By DAVID RANSON
Apr. 30, 2009
The congressional “rescue package” includes many provisions that are advertised as tax cuts. But that’s Washington-speak.
They are that only from the federal government’s egocentric point of view, any foregone tax revenue being a cut in its income stream. None of them are tax cuts in the original and common meaning of the term: an alleviation of the tax burden on future economic activity.
Indeed, Mr. Obama has said he will repeal or sunset many of the Bush tax-rate cuts for upper-income families and small businesses.
In the end, the new administration is looking forward to higher, not lower, marginal tax rates. It is blindly oriented away from rescuing the economy, because it acts as if the driving force behind prosperity and growth were merely cash, rather than effort, enterprise and ingenuity. But no plan can stimulate the economy unless it increases the incentive to put those human qualities to work.
The tax provisions of the new law may relieve some economic suffering. But pain relief is not how doctors cure their patients’ ailments. Economic pain relief is no prescription for facilitating production and growth in the future. And without that there is no stimulus and no net creation of private-sector jobs. The new tax law is just another form of deficit spending in disguise.
This does not mean that tax policy is wholly unable to stimulate the economy. Mr. Obama would simply have to adopt a very different approach that is tragically unpalatable to most politicians: He would have to reduce tax rates and simplify the tax system. He would have to redeem the chief promise that won him the election: to make Washington do things differently.
Budget deficits resulting from handouts are an economic painkiller, but without real stimulus they can never pay for themselves. In contrast, under clearly defined conditions, reductions in tax rates can.
The basis for this is not merely supply-side ideology. It resides in a simple empirical relationship called Hauser’s Law, after its discoverer Kurt Hauser, cofounder of a San Francisco investment firm. In 1993, Hauser pointed out that “no matter what the tax rates have been, in postwar America tax revenues have remained at about 19.5% of GDP.”
This checks out.

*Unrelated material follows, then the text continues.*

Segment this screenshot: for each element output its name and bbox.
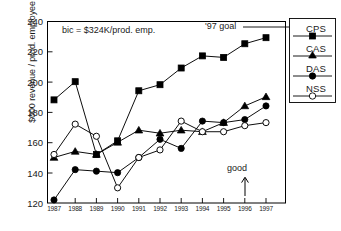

Despite huge changes in marginal rates, the federal tax “yield” (revenues divided by GDP) has varied little, usually within the range of 17.5% to 20%. From 1952 to the present the top individual income-tax bracket has been brought down from 92% to the present 35%, and the bottom bracket from 22% to 10%. Over the same period there has been a steady increase in the standard rate of payroll tax, from 3% to 15.3%, if you combine the employer’s and the employee’s contributions.

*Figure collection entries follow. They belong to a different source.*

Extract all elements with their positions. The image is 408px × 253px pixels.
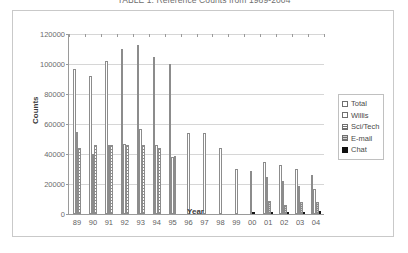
- x-axis-tick-label: 90: [89, 218, 97, 227]
- legend-item: Chat: [342, 144, 379, 156]
- x-axis-tick-mark: [117, 34, 118, 37]
- legend-swatch-icon: [342, 112, 348, 118]
- bar-group: [69, 34, 85, 214]
- x-axis-tick-label: 93: [137, 218, 145, 227]
- bar: [203, 133, 206, 214]
- y-axis-tick-label: 20000: [44, 180, 65, 189]
- bar-group: [181, 34, 197, 214]
- bar: [126, 145, 129, 214]
- x-axis-tick-mark: [197, 34, 198, 37]
- bar-group: [85, 34, 101, 214]
- x-axis-tick-label: 98: [216, 218, 224, 227]
- x-axis-tick-mark: [85, 34, 86, 37]
- y-axis-label: Counts: [31, 96, 40, 124]
- x-axis-tick-label: 95: [168, 218, 176, 227]
- bar-group: [117, 34, 133, 214]
- bar: [187, 133, 190, 214]
- bar: [110, 145, 113, 214]
- legend-item: Willis: [342, 110, 379, 122]
- x-axis-tick-label: 91: [105, 218, 113, 227]
- x-axis-tick-mark: [212, 34, 213, 37]
- y-axis-tick-label: 100000: [40, 60, 65, 69]
- y-axis-tick-label: 60000: [44, 120, 65, 129]
- x-axis-tick-label: 96: [184, 218, 192, 227]
- legend-swatch-icon: [342, 101, 348, 107]
- x-axis-tick-mark: [308, 34, 309, 37]
- bar-group: [276, 34, 292, 214]
- bar-group: [244, 34, 260, 214]
- x-axis-tick-label: 04: [312, 218, 320, 227]
- bar-group: [308, 34, 324, 214]
- legend-swatch-icon: [342, 124, 348, 130]
- x-axis-tick-mark: [181, 34, 182, 37]
- legend-swatch-icon: [342, 147, 348, 153]
- legend-label: Chat: [351, 145, 367, 154]
- x-axis-tick-mark: [69, 34, 70, 37]
- x-axis-tick-label: 97: [200, 218, 208, 227]
- y-axis-tick-label: 80000: [44, 90, 65, 99]
- legend-swatch-icon: [342, 135, 348, 141]
- x-axis-tick-label: 89: [73, 218, 81, 227]
- legend-label: Total: [351, 99, 367, 108]
- x-axis-tick-mark: [149, 34, 150, 37]
- y-axis-tick-label: 0: [61, 210, 65, 219]
- bar-group: [133, 34, 149, 214]
- chart-root: TABLE 1: Reference Counts from 1989-2004…: [0, 0, 408, 253]
- y-axis-tick-label: 120000: [40, 30, 65, 39]
- y-axis-tick-label: 40000: [44, 150, 65, 159]
- x-axis-tick-label: 99: [232, 218, 240, 227]
- bar: [78, 148, 81, 214]
- x-axis-tick-label: 01: [264, 218, 272, 227]
- x-axis-tick-label: 92: [121, 218, 129, 227]
- bar-group: [101, 34, 117, 214]
- chart-legend: TotalWillisSci/TechE-mailChat: [338, 94, 384, 160]
- x-axis-tick-mark: [292, 34, 293, 37]
- bar-group: [228, 34, 244, 214]
- bar-group: [197, 34, 213, 214]
- x-axis-tick-mark: [260, 34, 261, 37]
- bar-group: [260, 34, 276, 214]
- legend-label: Willis: [351, 111, 369, 120]
- x-axis-tick-mark: [228, 34, 229, 37]
- x-axis-tick-label: 03: [296, 218, 304, 227]
- bar-group: [292, 34, 308, 214]
- x-axis-tick-mark: [133, 34, 134, 37]
- bar: [142, 145, 145, 214]
- bar-group: [165, 34, 181, 214]
- bar: [174, 156, 177, 215]
- bar-group: [149, 34, 165, 214]
- plot-area: 0200004000060000800001000001200008990919…: [68, 34, 324, 215]
- bar: [94, 145, 97, 214]
- x-axis-tick-label: 00: [248, 218, 256, 227]
- legend-item: E-mail: [342, 133, 379, 145]
- x-axis-tick-mark: [324, 34, 325, 37]
- legend-label: Sci/Tech: [351, 122, 379, 131]
- chart-title: TABLE 1: Reference Counts from 1989-2004: [0, 0, 408, 5]
- x-axis-tick-label: 94: [152, 218, 160, 227]
- x-axis-tick-mark: [276, 34, 277, 37]
- legend-label: E-mail: [351, 134, 372, 143]
- bar: [219, 148, 222, 214]
- x-axis-tick-mark: [244, 34, 245, 37]
- legend-item: Sci/Tech: [342, 121, 379, 133]
- legend-item: Total: [342, 98, 379, 110]
- x-axis-tick-mark: [165, 34, 166, 37]
- x-axis-tick-label: 02: [280, 218, 288, 227]
- bar: [158, 148, 161, 214]
- x-axis-tick-mark: [101, 34, 102, 37]
- bar-group: [212, 34, 228, 214]
- x-axis-label: Year: [68, 207, 323, 216]
- chart-frame: Counts 020000400006000080000100000120000…: [12, 10, 394, 237]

Hauser explained in his original article why the tax yield is so nearly invariant to tax rates: “Raising taxes encourages taxpayers to shift, hide and underreport income . . . Higher taxes reduce the incentives to work, produce, invest and save, thereby dampening overall economic activity and job creation.” His empirical “law” is startling vindication of what supply-side economists have argued since classical times.
The accompanying graph underscores the close proportionality between federal receipts and GDP, using ratio scales to depict the 40-fold increase that has occurred since 1950 in both. Changes in tax rates have scarcely dented this 45-degree straight line.

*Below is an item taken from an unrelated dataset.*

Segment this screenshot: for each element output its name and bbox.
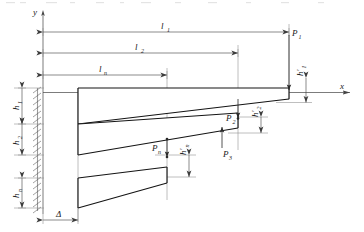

To anything so politically inconvenient as Hauser’s Law, there will always be ideological hostility. Objections have centered on looking at federal revenue from individual, corporate and payroll taxes separately. Since the ratio of corporate taxes to GDP has declined to roughly the same extent as payroll taxes increased, it has been suggested that the invariance of the overall tax yield is a mere coincidence.
But to analyze these revenue components separately neglects the fact that all of them depend closely on GDP. If you change any particular tax rate, you will change not only revenues from that tax source but also economic activity itself – and through that, the revenues from the other tax sources. Total revenue is the only legitimate test of the incentive effects of taxation.
The power of the federal government to tax is so little questioned that even conservatives regularly assume that higher tax rates will automatically generate higher revenue. The actual history of tax rates and federal revenues suggests the opposite. Marginal tax rates higher than 20% or so deplete federal receipts because they change the behavior of taxpayers in a way that reduces GDP.
The only obstacle to getting the economic prescription right is ignorance itself. Although he remains unaware of it, Mr. Obama had at his disposal a simple economic rescue plan that would achieve several objectives at a stroke.
Reducing all higher marginal tax rates to a flat rate of 20% would boost the economy enough to increase federal revenue on a sustained basis. And it would minimize the wasteful activities of tax administration and reduce the economic waste from tax avoidance.
Most important, it would more than pay for itself. It would help Washington dig itself out of the bottomless fiscal hole into which deficit spending has been pushing it for many years.
Ranson is president and director of research at H.C. Wainwright & Co.